→ **TASK STATEMENT**: At the line containing "This screenshot has height=616, width=858.", begin an exact copy, and continue through the last line of the entries below. Leave out any pictures.

→ **RECORDS FOR THE TASK**:
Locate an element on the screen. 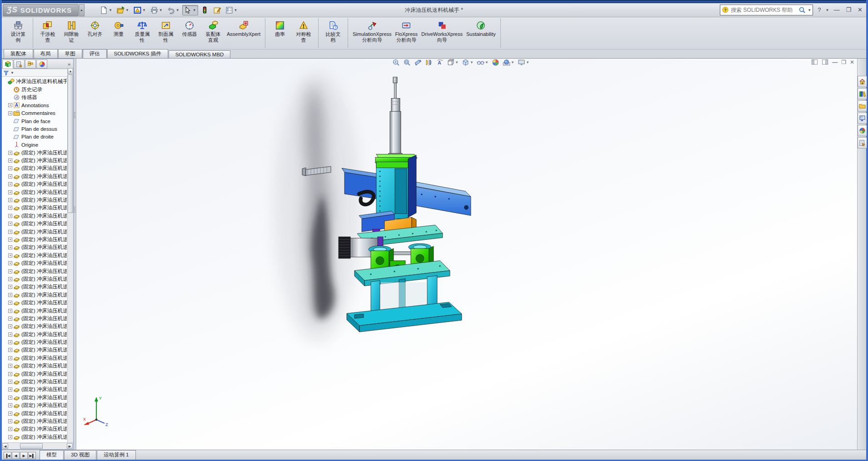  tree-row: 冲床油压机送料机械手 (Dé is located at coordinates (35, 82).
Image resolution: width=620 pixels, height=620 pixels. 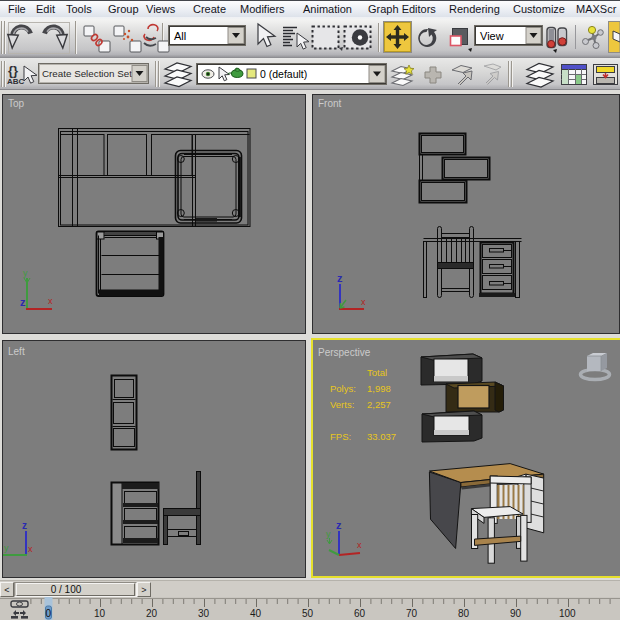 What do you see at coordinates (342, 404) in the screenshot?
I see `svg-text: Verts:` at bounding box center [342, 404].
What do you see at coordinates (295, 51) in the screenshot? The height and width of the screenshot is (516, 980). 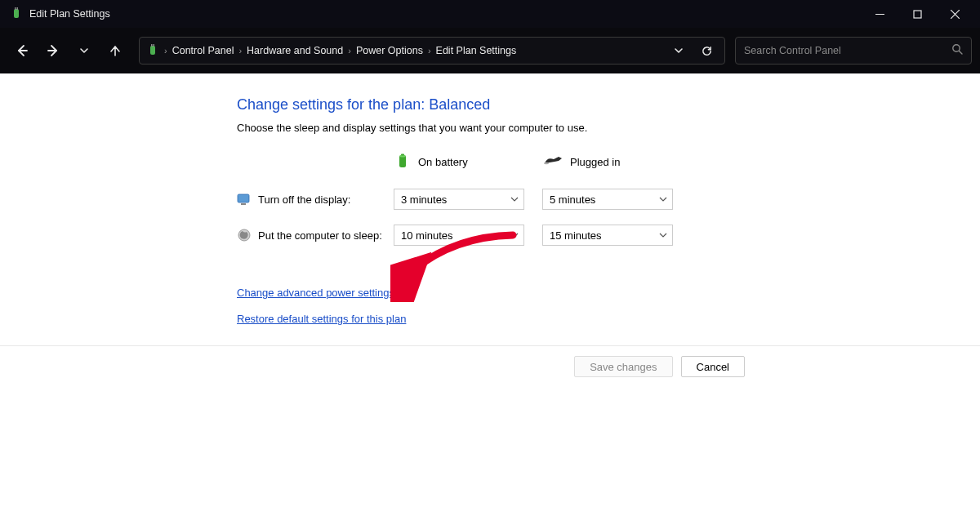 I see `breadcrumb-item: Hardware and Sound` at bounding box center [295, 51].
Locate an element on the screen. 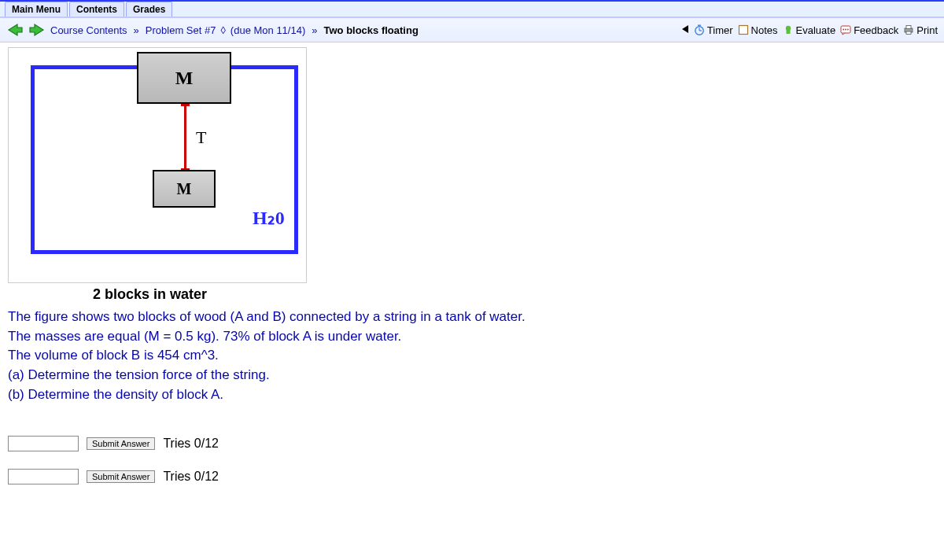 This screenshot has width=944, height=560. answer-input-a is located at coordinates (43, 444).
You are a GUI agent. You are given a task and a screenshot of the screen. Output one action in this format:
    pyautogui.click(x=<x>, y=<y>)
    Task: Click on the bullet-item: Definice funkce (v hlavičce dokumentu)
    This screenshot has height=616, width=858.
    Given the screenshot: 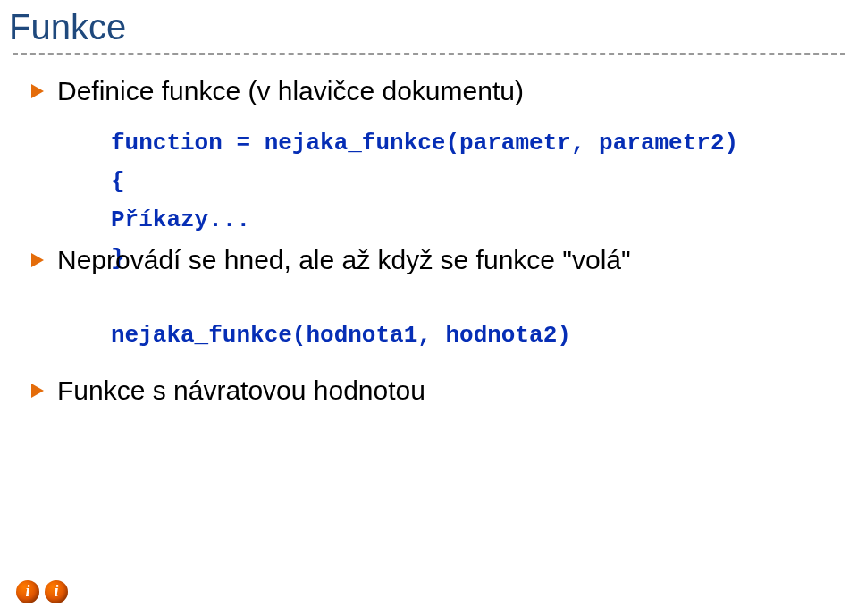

→ **EXERCISE RESULT**:
    This screenshot has height=616, width=858.
    Given the screenshot: 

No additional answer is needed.